At Angela's urging, James reluctantly agrees to bring Ben on a police mission from Atlanta to Miami, where James is on the hunt for a suspicious hacker, AJ (Ken Jeong). AJ is linked to a case James is working in Atlanta, but he's also connected to a major Miami drug lord, Antonio Pope (Benjamin Bratt), who has been masquerading as a philanthropist. This prompts a local homicide detective, Maya (Olivia Munn), to join the investigation.
The plot is too complicated to explain (there's government corruption and shipping fraud involved), but it doesn't even really matter.
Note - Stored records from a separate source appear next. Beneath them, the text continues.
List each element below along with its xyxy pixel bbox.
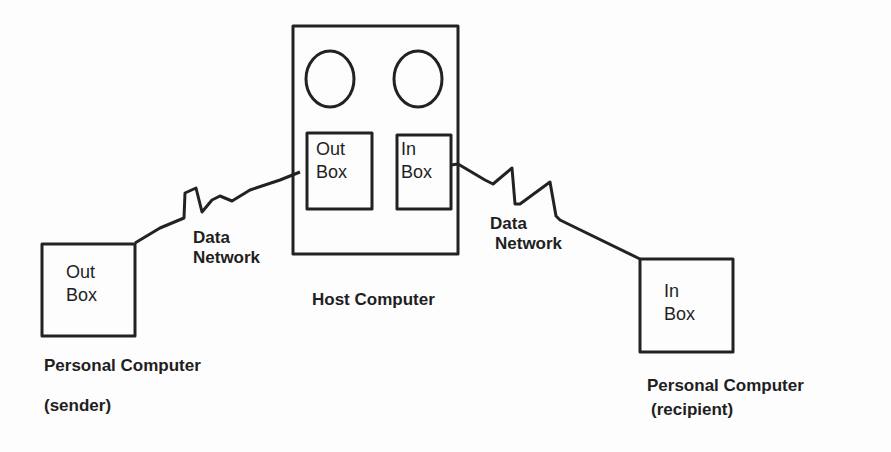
sender-pc-label: Personal Computer xyxy=(44,356,201,376)
right-network-label: Data Network xyxy=(490,214,562,254)
host-outbox-label-line1: Out xyxy=(316,138,347,161)
host-inbox-label-line1: In xyxy=(401,138,432,161)
host-inbox-label-line2: Box xyxy=(401,161,432,184)
sender-pc-sublabel: (sender) xyxy=(44,396,111,416)
sender-outbox-label: Out Box xyxy=(66,261,97,307)
host-disk-right-icon xyxy=(394,51,442,107)
left-network-label: Data Network xyxy=(193,228,260,268)
host-outbox-label: Out Box xyxy=(316,138,347,184)
recipient-pc-sublabel: (recipient) xyxy=(651,400,733,420)
recipient-inbox-label-line2: Box xyxy=(664,303,695,326)
host-inbox-label: In Box xyxy=(401,138,432,184)
right-network-label-line1: Data xyxy=(490,214,562,234)
recipient-inbox-label: In Box xyxy=(664,280,695,326)
host-outbox-label-line2: Box xyxy=(316,161,347,184)
left-network-label-line1: Data xyxy=(193,228,260,248)
host-disk-left-icon xyxy=(306,51,354,107)
email-flow-diagram: Out Box In Box Host Computer Out Box Per… xyxy=(0,0,891,452)
right-network-label-line2: Network xyxy=(495,234,562,254)
host-computer-label: Host Computer xyxy=(312,290,435,310)
sender-outbox-label-line2: Box xyxy=(66,284,97,307)
sender-outbox-label-line1: Out xyxy=(66,261,97,284)
left-network-label-line2: Network xyxy=(193,248,260,268)
recipient-pc-label: Personal Computer xyxy=(647,376,804,396)
recipient-inbox-label-line1: In xyxy=(664,280,695,303)
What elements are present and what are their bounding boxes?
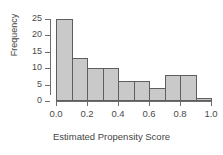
y-tick: 25 [45,19,50,20]
x-tick [87,101,88,106]
x-tick-label: 0.2 [80,108,93,119]
y-tick: 15 [45,52,50,53]
y-tick: 0 [45,101,50,102]
x-tick [56,101,57,106]
x-axis-label: Estimated Propensity Score [0,131,223,142]
histogram-bar [87,68,104,101]
histogram-bar [56,19,73,101]
x-tick-label: 0.0 [49,108,62,119]
y-tick-label: 20 [20,29,42,39]
x-tick-label: 0.4 [111,108,124,119]
histogram-plot: Frequency 0510152025 0.00.20.40.60.81.0 … [0,0,223,155]
x-tick [180,101,181,106]
x-tick-label: 1.0 [204,108,217,119]
histogram-bar [103,68,120,101]
y-tick: 20 [45,35,50,36]
y-axis-label: Frequency [9,0,19,75]
y-tick-label: 10 [20,62,42,72]
x-tick [118,101,119,106]
y-tick-label: 25 [20,13,42,23]
x-tick-label: 0.8 [173,108,186,119]
y-tick-label: 15 [20,46,42,56]
histogram-bar [165,75,182,101]
histogram-bar [149,88,166,101]
x-axis-line [56,101,211,102]
y-tick-label: 0 [20,95,42,105]
y-tick: 10 [45,68,50,69]
x-tick [211,101,212,106]
histogram-bar [180,75,197,101]
y-tick-label: 5 [20,79,42,89]
y-tick: 5 [45,85,50,86]
histogram-bar [72,58,89,101]
histogram-bar [118,81,135,101]
x-tick-label: 0.6 [142,108,155,119]
x-tick [149,101,150,106]
histogram-bar [134,81,151,101]
y-axis-line [50,19,51,95]
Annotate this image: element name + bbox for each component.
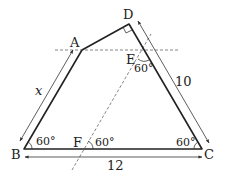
geometry-diagram: A B C D E F 60° 60° 60° 60° x 10 12	[0, 0, 227, 182]
dimension-arrow-ab	[20, 50, 73, 141]
label-f: F	[73, 135, 82, 150]
dimension-arrow-dc	[138, 21, 209, 143]
label-a: A	[69, 35, 80, 50]
angle-arc-e	[138, 59, 149, 61]
label-c: C	[204, 147, 214, 162]
length-label-ab: x	[35, 83, 43, 98]
angle-arc-f	[88, 141, 93, 149]
label-b: B	[11, 147, 21, 162]
angle-label-e: 60°	[134, 62, 154, 75]
angle-label-b: 60°	[36, 135, 56, 148]
angle-label-f: 60°	[95, 136, 115, 149]
length-label-bc: 12	[107, 158, 124, 173]
angle-label-c: 60°	[176, 136, 196, 149]
angle-arc-b	[28, 142, 32, 149]
length-label-dc: 10	[175, 74, 192, 89]
label-d: D	[123, 7, 133, 22]
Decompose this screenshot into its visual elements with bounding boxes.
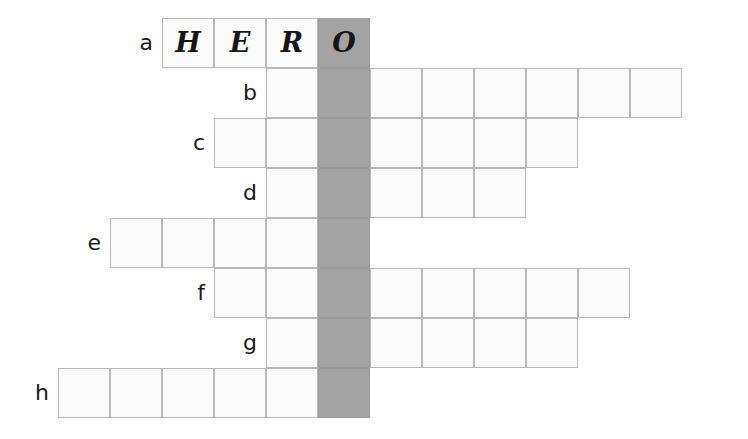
cell-g-6[interactable] bbox=[526, 318, 578, 368]
cell-f-4[interactable] bbox=[370, 268, 422, 318]
cell-e-3[interactable] bbox=[214, 218, 266, 268]
cell-d-3[interactable] bbox=[370, 168, 422, 218]
cell-a-2[interactable]: E bbox=[214, 18, 266, 68]
cell-f-7[interactable] bbox=[526, 268, 578, 318]
cell-g-3[interactable] bbox=[370, 318, 422, 368]
row-label-c: c bbox=[162, 118, 214, 168]
cell-c-3-solution[interactable] bbox=[318, 118, 370, 168]
cell-g-2-solution[interactable] bbox=[318, 318, 370, 368]
cell-c-6[interactable] bbox=[474, 118, 526, 168]
cell-g-5[interactable] bbox=[474, 318, 526, 368]
cell-c-5[interactable] bbox=[422, 118, 474, 168]
cell-f-1[interactable] bbox=[214, 268, 266, 318]
cell-d-1[interactable] bbox=[266, 168, 318, 218]
cell-g-1[interactable] bbox=[266, 318, 318, 368]
cell-letter-a-4: O bbox=[319, 19, 369, 67]
cell-e-2[interactable] bbox=[162, 218, 214, 268]
cell-f-5[interactable] bbox=[422, 268, 474, 318]
cell-c-4[interactable] bbox=[370, 118, 422, 168]
cell-f-6[interactable] bbox=[474, 268, 526, 318]
cell-c-7[interactable] bbox=[526, 118, 578, 168]
cell-a-3[interactable]: R bbox=[266, 18, 318, 68]
cell-letter-a-1: H bbox=[163, 19, 213, 67]
cell-e-4[interactable] bbox=[266, 218, 318, 268]
cell-h-6-solution[interactable] bbox=[318, 368, 370, 418]
cell-f-8[interactable] bbox=[578, 268, 630, 318]
cell-letter-a-2: E bbox=[215, 19, 265, 67]
cell-h-1[interactable] bbox=[58, 368, 110, 418]
cell-e-5-solution[interactable] bbox=[318, 218, 370, 268]
row-label-a: a bbox=[110, 18, 162, 68]
cell-a-1[interactable]: H bbox=[162, 18, 214, 68]
cell-b-2-solution[interactable] bbox=[318, 68, 370, 118]
cell-d-2-solution[interactable] bbox=[318, 168, 370, 218]
cell-c-1[interactable] bbox=[214, 118, 266, 168]
row-label-e: e bbox=[58, 218, 110, 268]
cell-e-1[interactable] bbox=[110, 218, 162, 268]
cell-b-1[interactable] bbox=[266, 68, 318, 118]
row-label-g: g bbox=[214, 318, 266, 368]
row-label-d: d bbox=[214, 168, 266, 218]
cell-letter-a-3: R bbox=[267, 19, 317, 67]
cell-b-4[interactable] bbox=[422, 68, 474, 118]
row-label-b: b bbox=[214, 68, 266, 118]
cell-b-8[interactable] bbox=[630, 68, 682, 118]
cell-b-5[interactable] bbox=[474, 68, 526, 118]
cell-g-4[interactable] bbox=[422, 318, 474, 368]
cell-a-4-solution[interactable]: O bbox=[318, 18, 370, 68]
cell-h-5[interactable] bbox=[266, 368, 318, 418]
cell-b-7[interactable] bbox=[578, 68, 630, 118]
cell-h-2[interactable] bbox=[110, 368, 162, 418]
cell-f-3-solution[interactable] bbox=[318, 268, 370, 318]
row-label-h: h bbox=[6, 368, 58, 418]
cell-d-4[interactable] bbox=[422, 168, 474, 218]
row-label-f: f bbox=[162, 268, 214, 318]
cell-d-5[interactable] bbox=[474, 168, 526, 218]
cell-f-2[interactable] bbox=[266, 268, 318, 318]
cell-h-3[interactable] bbox=[162, 368, 214, 418]
cell-c-2[interactable] bbox=[266, 118, 318, 168]
cell-b-3[interactable] bbox=[370, 68, 422, 118]
cell-b-6[interactable] bbox=[526, 68, 578, 118]
crossword-puzzle-grid: aHERObcdefgh bbox=[0, 0, 748, 439]
cell-h-4[interactable] bbox=[214, 368, 266, 418]
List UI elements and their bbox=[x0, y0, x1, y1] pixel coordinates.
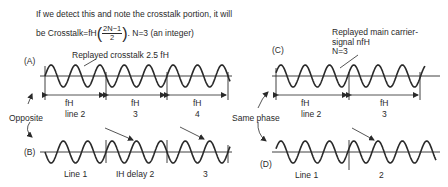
same-phase-arrow-down bbox=[258, 122, 266, 141]
opposite-arrow-up bbox=[28, 94, 32, 104]
same-phase-arrow-up bbox=[258, 92, 268, 108]
opposite-arrow-down bbox=[27, 122, 32, 137]
waveform-diagram bbox=[0, 0, 448, 187]
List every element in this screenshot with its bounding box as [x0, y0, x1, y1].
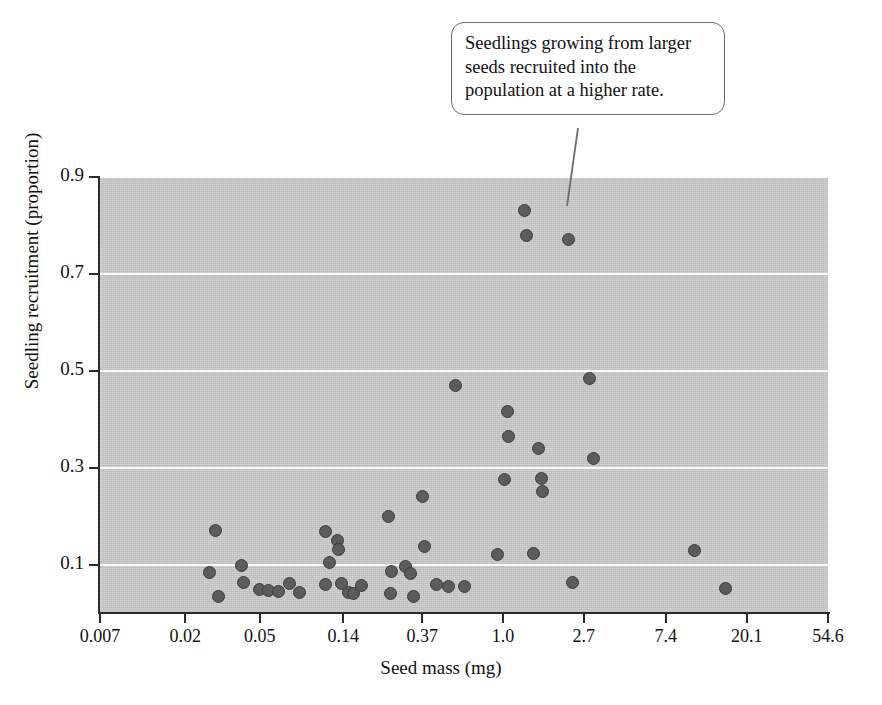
x-tick-mark [342, 614, 344, 623]
data-point [587, 452, 600, 465]
data-point [404, 567, 417, 580]
y-tick-mark [89, 176, 98, 178]
data-point [719, 582, 732, 595]
data-point [237, 576, 250, 589]
data-point [583, 372, 596, 385]
data-point [385, 565, 398, 578]
gridline-y [100, 564, 828, 566]
plot-area [100, 177, 828, 613]
x-tick-mark [583, 614, 585, 623]
data-point [323, 556, 336, 569]
data-point [384, 587, 397, 600]
data-point [407, 590, 420, 603]
x-tick-mark [259, 614, 261, 623]
x-tick-label: 20.1 [702, 626, 792, 647]
x-tick-label: 0.007 [55, 626, 145, 647]
x-tick-label: 54.6 [783, 626, 873, 647]
data-point [416, 490, 429, 503]
x-axis-label: Seed mass (mg) [0, 657, 882, 679]
gridline-y [100, 273, 828, 275]
y-tick-label: 0.3 [30, 455, 84, 477]
data-point [532, 442, 545, 455]
data-point [498, 473, 511, 486]
data-point [319, 578, 332, 591]
x-tick-label: 1.0 [458, 626, 548, 647]
x-axis-line [98, 612, 830, 614]
y-tick-mark [89, 467, 98, 469]
x-tick-label: 0.37 [377, 626, 467, 647]
data-point [212, 590, 225, 603]
plot-background-texture [100, 177, 828, 613]
x-tick-mark [99, 614, 101, 623]
x-tick-label: 2.7 [539, 626, 629, 647]
gridline-y [100, 177, 828, 178]
data-point [491, 548, 504, 561]
data-point [502, 430, 515, 443]
gridline-y [100, 467, 828, 469]
x-tick-mark [827, 614, 829, 623]
data-point [520, 229, 533, 242]
data-point [449, 379, 462, 392]
data-point [430, 578, 443, 591]
y-tick-mark [89, 370, 98, 372]
y-axis-label: Seedling recruitment (proportion) [21, 111, 43, 411]
data-point [562, 233, 575, 246]
annotation-callout: Seedlings growing from larger seeds recr… [451, 22, 725, 115]
x-tick-mark [665, 614, 667, 623]
data-point [209, 524, 222, 537]
data-point [293, 586, 306, 599]
data-point [688, 544, 701, 557]
x-tick-mark [421, 614, 423, 623]
x-tick-mark [746, 614, 748, 623]
y-tick-mark [89, 564, 98, 566]
y-axis-line [98, 176, 100, 614]
data-point [501, 405, 514, 418]
data-point [319, 525, 332, 538]
y-tick-mark [89, 273, 98, 275]
x-tick-mark [184, 614, 186, 623]
y-tick-label: 0.1 [30, 552, 84, 574]
data-point [566, 576, 579, 589]
data-point [418, 540, 431, 553]
data-point [518, 204, 531, 217]
data-point [527, 547, 540, 560]
x-tick-mark [502, 614, 504, 623]
data-point [536, 485, 549, 498]
gridline-y [100, 370, 828, 372]
data-point [442, 580, 455, 593]
x-tick-label: 0.14 [298, 626, 388, 647]
scatter-plot-figure: 0.10.30.50.70.9 0.0070.020.050.140.371.0… [0, 0, 882, 705]
data-point [535, 472, 548, 485]
data-point [458, 580, 471, 593]
data-point [203, 566, 216, 579]
x-tick-label: 7.4 [621, 626, 711, 647]
data-point [355, 579, 368, 592]
data-point [382, 510, 395, 523]
data-point [332, 543, 345, 556]
x-tick-label: 0.05 [215, 626, 305, 647]
data-point [235, 559, 248, 572]
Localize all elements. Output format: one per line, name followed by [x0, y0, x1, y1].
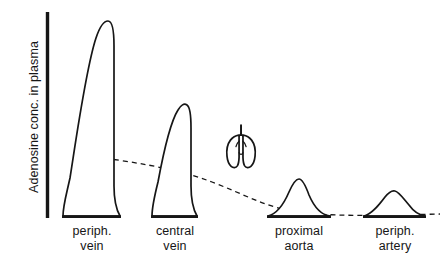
peak-periph-artery	[363, 191, 426, 217]
peak-periph-vein	[62, 21, 121, 217]
category-label-line1: central	[139, 224, 211, 239]
category-label-line2: artery	[358, 239, 432, 254]
category-label-periph-vein: periph. vein	[56, 224, 128, 254]
category-label-periph-artery: periph. artery	[358, 224, 432, 254]
category-label-line2: aorta	[260, 239, 338, 254]
peak-central-vein	[151, 104, 198, 216]
category-label-line2: vein	[56, 239, 128, 254]
adenosine-concentration-figure: Adenosine conc. in plasma	[0, 0, 444, 265]
lungs-icon	[227, 125, 255, 167]
peak-curve	[63, 21, 120, 216]
category-label-line2: vein	[139, 239, 211, 254]
category-label-line1: periph.	[56, 224, 128, 239]
category-label-central-vein: central vein	[139, 224, 211, 254]
category-label-proximal-aorta: proximal aorta	[260, 224, 338, 254]
peak-proximal-aorta	[267, 179, 331, 217]
category-label-line1: periph.	[358, 224, 432, 239]
category-label-line1: proximal	[260, 224, 338, 239]
peak-curve	[364, 191, 425, 216]
peak-curve	[268, 179, 330, 216]
peak-curve	[152, 104, 197, 216]
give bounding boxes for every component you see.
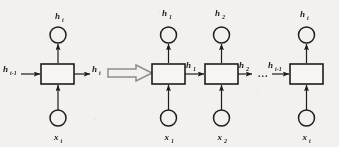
rnn-unrolling-diagram: h t h t-1 h t x t <box>0 0 339 147</box>
step-2-state-out-sub: 2 <box>245 66 249 72</box>
folded-rnn-cell <box>41 64 74 84</box>
step-last-rnn-cell <box>290 64 323 84</box>
folded-output-label-base: h <box>55 11 60 21</box>
folded-input-label-base: x <box>53 132 59 142</box>
step-last-input-base: x <box>302 132 308 142</box>
step-2-output-base: h <box>215 8 220 18</box>
diagram-canvas: h t h t-1 h t x t <box>0 0 339 147</box>
step-1-state-out-sub: 1 <box>193 66 196 72</box>
step-2-input-base: x <box>217 132 223 142</box>
step-1-rnn-cell <box>152 64 185 84</box>
step-2-state-out-base: h <box>239 60 244 70</box>
step-2-output-sub: 2 <box>221 14 225 20</box>
step-last-output-base: h <box>300 9 305 19</box>
step-1-output-base: h <box>162 8 167 18</box>
step-last-state-in-sub: t-1 <box>275 66 282 72</box>
step-2-rnn-cell <box>205 64 238 84</box>
folded-state-out-base: h <box>92 64 97 74</box>
folded-state-in-base: h <box>3 64 8 74</box>
step-1-state-out-base: h <box>186 60 191 70</box>
sequence-ellipsis: ... <box>258 68 269 79</box>
step-1-output-sub: 1 <box>169 14 172 20</box>
step-last-state-in-base: h <box>268 60 273 70</box>
folded-state-in-sub: t-1 <box>10 70 17 76</box>
step-2-input-sub: 2 <box>223 138 227 144</box>
step-1-input-sub: 1 <box>171 138 174 144</box>
step-1-input-base: x <box>164 132 170 142</box>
It's just about setting up ever-more-elaborate situations for Hart to be a goofball to Cube's straight man.
The actors deliver, just like in the last movie and others where they play similar roles. Cube is predictably tough and snarly, making Hart seem even more smiley and animated by contrast. He eats up the camera in every scene.
Everything else is a side dish, though Jeong amuses and Sherri Shepherd is over-the-top as an obsessive wedding planner. Munn gets in on the action scenes, but Sumpter is given little to do.
Since this is a buddy-cop movie, it wouldn't be complete without car chases and explosions, and the fancy rides and fireworks in "Ride Along 2" reflect the film's larger budget. There are glamorous Miami settings and sleek sports cars, including a breathtaking baby-blue Jaguar.
The most playful sequence involves that car and special effects that transform a real street chase into what looks like a video game.
Although "Ride Along 2" has fancier trim than the original, it's really just the same old ride. But if you thought the first one was fun, taking another spin won't disappoint.